As a paramedic, not a physician, atrial fibrillation is not a life threatening event. Many people happily live with it for decades, unmedicated. It is more problematic if you are diabetic or hypertensive, but still not an acute medical event.
As a doctor, the proliferation of apple (and other) watch ECGs has done nothing positive but lead to a massive proliferation of severe health anxiety. Go take a look at /r/askdocs for anyone curious - dozens of apple and Samsung ECG questions, people sure they’re about to die.
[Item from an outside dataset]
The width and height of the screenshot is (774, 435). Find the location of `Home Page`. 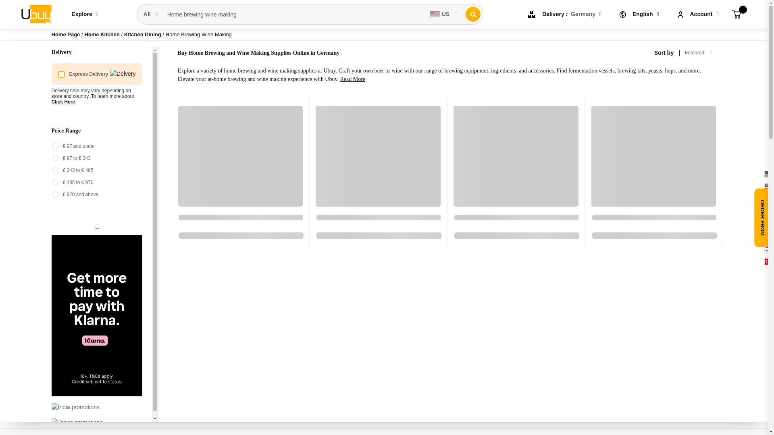

Home Page is located at coordinates (66, 34).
They have nothing.
I remain entirely unconvinced that putting ‘more’ health information at increased temporal frequency to consumers leads to any health benefit, and instead causes significant health anxiety and drain on health resources with false and misleading presentations for bad signals.
How do you reconcile your views on “nothing positive” when there are multiple reported accounts of it leading to early diagnosis events for serious issues?
It can be easily reconciled if there are far more instances of false positives than true positives.
Remember that a 99% accuracy for a condition that 0.1% of the population has still means 10 false positives for each 1 early diagnosis.
I don't what the numbers are for the conditions that the Apple Watch can detect, just discussing the general principle. Whether it's more useful or more harmful depends crucially on the real numbers.
There's some amount of luck and marginal effects that need to be discounted, otherwise you couldn't say "nothing positive" about a diagnostic that always says "you are dying", and you couldn't say "nothing positive" about a strategy that has you pick the opposite route and then repeat as many times as you want. And I think such a conclusion would be very dumb.
I'm not making a statement on whether the apple watch in particular is close enough to that line.
Maybe - I am unconvinced, my sister who is a Cardiologist (and so actually deals with this more day to day) certainly has changed her tune from 2-3 years ago to the point where she and the cardiologists she works with see it as a pestilence.
I think the commenter you replied to gives a good reason why. The false positive rate is so high, and the flow on effect to resourcing so great, that I find it hard to say anything positive about what is being presented as a diagnostic miracle. You've got trillion dollar companies behind these devices, that by themselves have annual turnovers for the product in question at the level of small countries' GDPs. You don't think their marketing teams ham it up a bit whenever there's the slightest story that one of their devices was involved in someone that was treated?
here's a nice pop-sci-feel-good article I found within seconds [0].
The first couple are completely unrelated. the A-Fib ones, which are the main ones that apple goes hard at (at least during initial marketing, and which all the promo was focused on) - are basically irrelevant. They sound impressive to the layperson, but AFib is very common, often intermittent in the initial stages (but very rarely causes any harm when intermittent) and very frequently symptomatic when it sets in which leads to presentations, which leads to prompt diagnosis and management.
As a counterpoint, my cardiologist suggested I get an Apple watch so I could keep a better eye on things and send him any questionable ECGs. At least some doctors seem to think there are positives.
The very important point is that you probably have a known heart condition, if your doctor recommended this. The problem with many of these devices is false positives.
As a paramedic, not a physician, atrial fibrillation is not a life threatening event. Many people happily live with it for decades, unmedicated. It is more problematic if you are diabetic or hypertensive, but still not an acute medical event.